Jun
9
Most of us do everything we can to obstruct our own best laid plans, without even knowing it! Unless we change this, we’ll never achieve the success we deserve.
Click this link to watch the video.
Then come back here and post a comment and tell me what you found.
Comments
4 Comments so far
Hi Lars,
This was a nice exercise, but I really couldn’t focus and do it really concentrated. But that leads me to the thought that it want to practise relaxing my mind and “putting the mind into the body”.
Bye
Vi
Lars
I found this exercise very difficult. I could not hold the sensations for any period of time.
I will try this exercise again another night and see if i can hold the feelings for longer.
Thanks though and keep it up.
Rua
Interesting… As opposed to the previous exercises, which were based on “positive thinking”, this one explores an “anti-pattern”… I would call it: “the inner rebel”… I think it applies to teams were creativity plays an important role, for instance: software design… another example of teams: families.
I’m too old to figure out when I first started anything, but I did focus on a time when I was 11, visiting in California. My parents insisted that I wear my hair in pigtails with puffy pom-poms on them. I was horrified. I wanted long wavy, free hippie hair that I could sit on.
So much time has passed that I can no longer feel the sensations of the day. I just remember the fact of my anger. It may have been one of the angriest moments of my life.
As I thought about it, I did get a twinge or two in my belly. Also, I felt pigtails in my hair. I couldn’t feel my hair hanging the way I wanted it. I could feel cold air on the back of my neck where the pigtails parted. (It was a hot summer day then, though.)
The girl needed to be acknowledged, heard, understood, hugged. She wondered where I had been all these decades while she was sitting there alone in California, stuck in pigtails.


▶ _DIRECTIONS_
Pictures stay out of the copy. Transcribe exactly, and only, the line with "For every button, label, input, icon, or" through the last line of the entries below.

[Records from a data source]
+++

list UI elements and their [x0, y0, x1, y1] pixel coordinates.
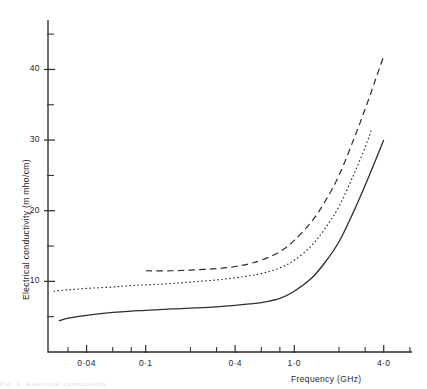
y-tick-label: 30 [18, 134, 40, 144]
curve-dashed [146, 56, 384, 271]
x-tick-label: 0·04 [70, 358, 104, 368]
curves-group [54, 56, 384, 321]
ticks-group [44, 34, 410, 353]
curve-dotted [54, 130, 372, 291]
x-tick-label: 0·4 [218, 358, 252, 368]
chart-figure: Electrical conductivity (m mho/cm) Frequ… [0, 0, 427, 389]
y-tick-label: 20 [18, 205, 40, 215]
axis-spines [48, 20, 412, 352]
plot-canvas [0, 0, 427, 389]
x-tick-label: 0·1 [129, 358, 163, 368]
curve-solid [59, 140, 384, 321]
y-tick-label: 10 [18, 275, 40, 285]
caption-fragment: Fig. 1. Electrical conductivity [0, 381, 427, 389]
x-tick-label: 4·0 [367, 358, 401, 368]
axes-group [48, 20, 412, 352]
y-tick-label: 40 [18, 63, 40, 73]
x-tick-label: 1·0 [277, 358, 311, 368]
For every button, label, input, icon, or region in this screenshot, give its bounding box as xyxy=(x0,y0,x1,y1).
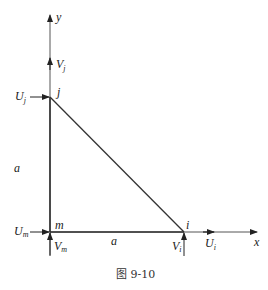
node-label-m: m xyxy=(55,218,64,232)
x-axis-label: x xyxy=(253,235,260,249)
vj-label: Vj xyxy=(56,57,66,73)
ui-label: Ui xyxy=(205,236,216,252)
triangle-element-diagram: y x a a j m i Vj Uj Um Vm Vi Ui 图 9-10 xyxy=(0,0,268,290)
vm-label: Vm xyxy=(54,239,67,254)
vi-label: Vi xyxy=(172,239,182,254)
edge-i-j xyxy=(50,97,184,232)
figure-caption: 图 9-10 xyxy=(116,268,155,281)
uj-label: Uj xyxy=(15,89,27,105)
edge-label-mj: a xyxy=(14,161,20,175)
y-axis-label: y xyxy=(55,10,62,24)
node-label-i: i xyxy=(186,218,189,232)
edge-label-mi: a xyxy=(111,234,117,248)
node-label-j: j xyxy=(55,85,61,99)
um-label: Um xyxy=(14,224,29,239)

+++

▶ _WRITTEN RESPONSE_
For every button, label, input, icon, or region in this screenshot, give its bounding box as xyxy=(x0,y0,x1,y1).
node-label-m: m xyxy=(55,218,64,232)
x-axis-label: x xyxy=(253,235,260,249)
vj-label: Vj xyxy=(56,57,66,73)
ui-label: Ui xyxy=(205,236,216,252)
triangle-element-diagram: y x a a j m i Vj Uj Um Vm Vi Ui 图 9-10 xyxy=(0,0,268,290)
vm-label: Vm xyxy=(54,239,67,254)
vi-label: Vi xyxy=(172,239,182,254)
edge-i-j xyxy=(50,97,184,232)
figure-caption: 图 9-10 xyxy=(116,268,155,281)
uj-label: Uj xyxy=(15,89,27,105)
edge-label-mj: a xyxy=(14,161,20,175)
y-axis-label: y xyxy=(55,10,62,24)
node-label-i: i xyxy=(186,218,189,232)
edge-label-mi: a xyxy=(111,234,117,248)
node-label-j: j xyxy=(55,85,61,99)
um-label: Um xyxy=(14,224,29,239)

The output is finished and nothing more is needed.